South Africa Relaxes Local-Content Rules to Ease Power Crisis

South Africa’s government loosened local-content requirements for solar panels and kicked off a review of plans for the nation’s energy mix.

(Bloomberg) —

South Africa’s government loosened local-content requirements for solar panels and kicked off a review of plans for the nation’s energy mix.

The 100% local-content requirement for materials in solar panels has been cut to 30% in a bid to accelerate new generation capacity, the National Energy Crisis Committee said in a report published on the presidency’s website.

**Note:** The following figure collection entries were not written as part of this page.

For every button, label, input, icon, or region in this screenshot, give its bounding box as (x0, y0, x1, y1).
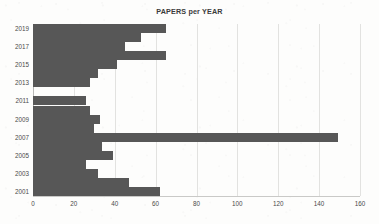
bar-2019 (33, 24, 166, 33)
bar-2001 (33, 187, 160, 196)
x-tick-0: 0 (31, 200, 35, 207)
y-tick-2011: 2011 (0, 97, 29, 104)
bar-row (33, 151, 360, 160)
bar-row (33, 160, 360, 169)
bar-row (33, 142, 360, 151)
bar-row (33, 187, 360, 196)
y-tick-2003: 2003 (0, 170, 29, 177)
bar-2010 (33, 106, 90, 115)
bar-row (33, 87, 360, 96)
bar-2015 (33, 60, 117, 69)
bar-row (33, 42, 360, 51)
y-tick-2015: 2015 (0, 61, 29, 68)
x-tick-60: 60 (152, 200, 159, 207)
bar-chart-figure: PAPERS per YEAR 201920172015201320112009… (0, 0, 379, 224)
plot-area (33, 24, 360, 196)
y-tick-2007: 2007 (0, 134, 29, 141)
bar-2002 (33, 178, 129, 187)
bar-2006 (33, 142, 102, 151)
bar-row (33, 106, 360, 115)
x-axis-line (33, 196, 360, 197)
x-tick-100: 100 (232, 200, 243, 207)
bar-2005 (33, 151, 113, 160)
x-tick-80: 80 (193, 200, 200, 207)
bar-2017 (33, 42, 125, 51)
chart-title: PAPERS per YEAR (0, 7, 379, 16)
x-tick-160: 160 (355, 200, 366, 207)
x-tick-40: 40 (111, 200, 118, 207)
y-tick-2001: 2001 (0, 188, 29, 195)
bar-row (33, 33, 360, 42)
x-tick-120: 120 (273, 200, 284, 207)
bar-row (33, 178, 360, 187)
bar-2009 (33, 115, 100, 124)
bar-row (33, 78, 360, 87)
bar-2014 (33, 69, 98, 78)
bar-2003 (33, 169, 98, 178)
bar-row (33, 24, 360, 33)
x-tick-20: 20 (70, 200, 77, 207)
y-tick-2009: 2009 (0, 116, 29, 123)
gridline-160 (360, 24, 361, 196)
bar-row (33, 115, 360, 124)
bar-row (33, 60, 360, 69)
bar-2004 (33, 160, 86, 169)
bar-row (33, 169, 360, 178)
bar-row (33, 69, 360, 78)
bar-2008 (33, 124, 94, 133)
y-tick-2019: 2019 (0, 25, 29, 32)
bar-row (33, 96, 360, 105)
bar-2018 (33, 33, 141, 42)
bar-row (33, 133, 360, 142)
y-tick-2013: 2013 (0, 79, 29, 86)
y-tick-2017: 2017 (0, 43, 29, 50)
bar-row (33, 124, 360, 133)
x-axis-tick-labels: 020406080100120140160 (33, 200, 360, 212)
bar-row (33, 51, 360, 60)
bar-2013 (33, 78, 90, 87)
bar-2007 (33, 133, 338, 142)
bar-2011 (33, 96, 86, 105)
x-tick-140: 140 (314, 200, 325, 207)
y-tick-2005: 2005 (0, 152, 29, 159)
bar-2016 (33, 51, 166, 60)
y-axis-tick-labels: 2019201720152013201120092007200520032001 (0, 24, 29, 196)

South Africa is considering changes to its 2019 Integrated Resource Plan — an infrastructure blueprint for its ailing electricity sector. The country is suffering its worst-ever power cuts, with blackouts of as long as 12 hours a day imposed by state-owned Eskom Holdings SOC Ltd. to protect the grid from collapse.

Completion of the review is targeted for March and will reflect South Africa’s power-generation needs and climate commitments, according to the committee known as Necom, which is run by the office of President Cyril Ramaphosa.

Eskom, which produces almost all the nation’s electricity, has implemented blackouts every day so far in 2023 as its aging, mostly coal-fired power plants fail. As much as 6,000 megawatts of extra capacity is needed to secure the system and end outages, according to Andre De Ruyter, the utility’s outgoing chief executive officer.

Agreements for 1,800 megawatts of new capacity have been signed under the so-called fifth bid window of the country’s renewable-energy program, and a “pragmatic approach” to local-content rules will help ensure construction starts on time, Necom said. The government has faced criticism in the past for its localization policies.

An immediate measure to ease blackouts will see the government buy surplus capacity — some 162 megawatts have been identified — from independent power producers, the committee said, without giving a timeframe. A request for battery-storage proposals will also be released “shortly,” with another for gas-power due by March, it said.  

Eskom’s outage funding for the financial year ending March 2023 has been increased to 9.5 billion rand ($555 million) from 8.2 billion rand, Necom said.

–With assistance from Antony Sguazzin and Paul Burkhardt.